Of course, this is not the end of the controversy. The question that remains to be explored is, what is the basis for the legality of these internet platforms revealing users’ IP attribution information? Does this data processing comply with Article 13 of China’s PIPL? The answers to these questions are crucial, as they will determine whether this processing by these platforms is legally permissible and will ultimately affect whether the platforms will be held liable for it. From another perspective, the lawful basis clause for the processing of information on platforms can be seen as an important window into how legislators have balanced the interests and values of platform regulation and personal information protection. However, the answers to these questions are not obvious and require in-depth and careful further analysis in the context of recent Chinese legislation.

NOTES

1User only needs to post online in Chinese: “I only use Chinese toothpaste for clean brushing and only use 5 g each time [我牙膏只用中华为的是刷的干净,而且每次只用5 g就行了]”. Due to Chinese language conventions, this post contains the words “Huawei [华为]” and “5G”. As the system has set these two words as the trigger for automatic comments by bots, these bots have automatically followed up with comments attacking Huawei and 5G.

2Yu v Beijing Kuche Yimei Network Technology Co., Ltd. (2021) Yue 0192 Min Chu No. 928.

3At the time the VIN case was brought to court, China’s PIPL was not yet in force. Therefore, the parties invoked the relevant provisions of the Civil Code rather than the PIPL and the court’s decision was based on the Civil Code.

4Ling v Beijing Weibao Vision Technology Co Ltd. (2019) Jing 0491 Min Chu No. 6694.

5YS (C-141/12) v Minister voor Immigratie, Integratie en Asiel, and Minister voor Immigratie, Integratie en Asiel (C-372/12) v M,S. in Joined Cases C-141/12 and C-372/12, ECLI:EU:C:2014: 2081, Judgment of 17 July 2014.

6Ibid, para. 39, 45.

7Patrick Breyer v Bundesrepublik Deutschland, Case C-582/14, ECLI:EU:C:2016:779, Judgment of 19 October 2016.

8Peter Nowak v Data Protection Commissioner, Case C-434/16, ECLI:EU:C:2017:994, Judgment of 20 December 2017. The Irish Supreme Court referred the following question to the CJEU for a preliminary ruling: Can information recorded on answers given by candidates during professional examinations be considered personal data under Directive 95/46?

9Ibid, para. 30-34.

10If a company has a nationwide intranet, but employees use the IP of the head office when accessing the extranet, then eventually the IP attribution information presented to everyone in the company will be the head office’s IP attribution information.

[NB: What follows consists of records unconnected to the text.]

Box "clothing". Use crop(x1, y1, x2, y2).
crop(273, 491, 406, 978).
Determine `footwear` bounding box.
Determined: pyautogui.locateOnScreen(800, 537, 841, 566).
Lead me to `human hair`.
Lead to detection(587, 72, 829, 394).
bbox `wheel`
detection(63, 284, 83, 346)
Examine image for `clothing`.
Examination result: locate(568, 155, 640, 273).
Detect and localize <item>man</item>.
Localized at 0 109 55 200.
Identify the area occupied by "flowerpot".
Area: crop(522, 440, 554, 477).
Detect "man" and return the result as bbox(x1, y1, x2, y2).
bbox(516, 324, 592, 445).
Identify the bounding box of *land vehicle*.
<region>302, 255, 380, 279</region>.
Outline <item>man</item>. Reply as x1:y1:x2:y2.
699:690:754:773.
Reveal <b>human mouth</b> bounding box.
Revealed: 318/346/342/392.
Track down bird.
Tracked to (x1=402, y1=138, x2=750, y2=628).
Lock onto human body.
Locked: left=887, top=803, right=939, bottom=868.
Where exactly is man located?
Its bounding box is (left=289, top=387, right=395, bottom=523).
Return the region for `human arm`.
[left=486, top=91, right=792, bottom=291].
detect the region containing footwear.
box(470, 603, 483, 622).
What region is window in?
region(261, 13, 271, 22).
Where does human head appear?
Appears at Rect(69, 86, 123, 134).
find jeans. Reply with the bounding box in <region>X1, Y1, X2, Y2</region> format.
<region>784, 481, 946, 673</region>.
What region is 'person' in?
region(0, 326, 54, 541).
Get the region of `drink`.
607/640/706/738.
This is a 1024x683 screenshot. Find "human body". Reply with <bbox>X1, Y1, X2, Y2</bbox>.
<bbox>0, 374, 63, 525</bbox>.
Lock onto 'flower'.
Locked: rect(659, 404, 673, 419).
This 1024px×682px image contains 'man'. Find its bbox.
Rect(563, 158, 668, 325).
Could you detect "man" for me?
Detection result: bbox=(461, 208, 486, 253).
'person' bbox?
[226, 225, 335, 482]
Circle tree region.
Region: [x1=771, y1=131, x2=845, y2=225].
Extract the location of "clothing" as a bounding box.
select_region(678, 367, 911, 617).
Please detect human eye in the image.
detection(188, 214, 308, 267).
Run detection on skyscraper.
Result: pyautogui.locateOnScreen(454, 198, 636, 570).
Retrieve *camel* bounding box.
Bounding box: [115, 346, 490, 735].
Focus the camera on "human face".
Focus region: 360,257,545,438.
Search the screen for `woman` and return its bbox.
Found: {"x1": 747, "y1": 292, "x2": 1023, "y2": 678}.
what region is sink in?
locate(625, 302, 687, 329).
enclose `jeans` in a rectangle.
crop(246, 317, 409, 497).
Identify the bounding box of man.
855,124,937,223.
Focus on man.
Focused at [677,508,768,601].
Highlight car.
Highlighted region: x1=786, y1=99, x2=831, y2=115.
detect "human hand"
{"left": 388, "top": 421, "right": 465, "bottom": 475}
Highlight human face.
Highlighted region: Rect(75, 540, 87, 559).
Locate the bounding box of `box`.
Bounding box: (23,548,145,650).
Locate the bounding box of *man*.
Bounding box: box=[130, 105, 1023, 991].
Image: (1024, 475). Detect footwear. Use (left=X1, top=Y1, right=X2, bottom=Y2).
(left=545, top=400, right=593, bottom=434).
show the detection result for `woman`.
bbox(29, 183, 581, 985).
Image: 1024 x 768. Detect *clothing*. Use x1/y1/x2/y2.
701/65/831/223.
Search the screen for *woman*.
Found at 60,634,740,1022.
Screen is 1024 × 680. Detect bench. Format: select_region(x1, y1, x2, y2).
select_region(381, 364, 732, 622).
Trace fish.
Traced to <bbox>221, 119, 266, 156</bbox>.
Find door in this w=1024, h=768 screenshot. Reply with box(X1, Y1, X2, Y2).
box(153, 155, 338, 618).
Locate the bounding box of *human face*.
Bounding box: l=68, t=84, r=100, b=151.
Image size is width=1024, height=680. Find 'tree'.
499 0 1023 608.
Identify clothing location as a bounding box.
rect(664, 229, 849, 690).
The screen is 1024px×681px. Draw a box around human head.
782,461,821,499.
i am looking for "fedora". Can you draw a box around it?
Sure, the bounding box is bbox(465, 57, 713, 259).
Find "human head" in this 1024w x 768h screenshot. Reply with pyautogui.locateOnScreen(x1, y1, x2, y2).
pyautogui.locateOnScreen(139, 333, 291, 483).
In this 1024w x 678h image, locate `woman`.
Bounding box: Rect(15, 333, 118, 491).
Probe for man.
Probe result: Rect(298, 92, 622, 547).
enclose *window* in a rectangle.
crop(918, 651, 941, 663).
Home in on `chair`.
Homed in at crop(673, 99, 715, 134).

11The mobile phone’s base station has a certain coverage area, and usually there are two or three different base stations in different directions at the same time where a mobile phone is located. If the signal strength of the two base stations is similar, the actual base station connected to the phone at the border of the two provinces may be constantly switching, and the IP attribution information displayed when posting may change between the two provinces.

12According to the Article 24 of the Cybersecurity Law of the People’s Republic of China (2017), Article 5 of the Provisions on the Administration of Account Names of Internet Users (2015), and Article 5 of the Provisions on the Administration of Internet Comments Posting Services (2017), Internet platform users are required to provide their real identity information when registering an account in the background and are free to choose whether to express themselves through anonymity when speaking publicly in the foreground.

13Yiwu Tianxiang Medical Oriental Hospital v 19th Floor Network Co., Ltd. (2018) Zhe 0782 Min Chu No. 9873.

Conflicts of Interest

The authors declare no conflicts of interest regarding the publication of this paper.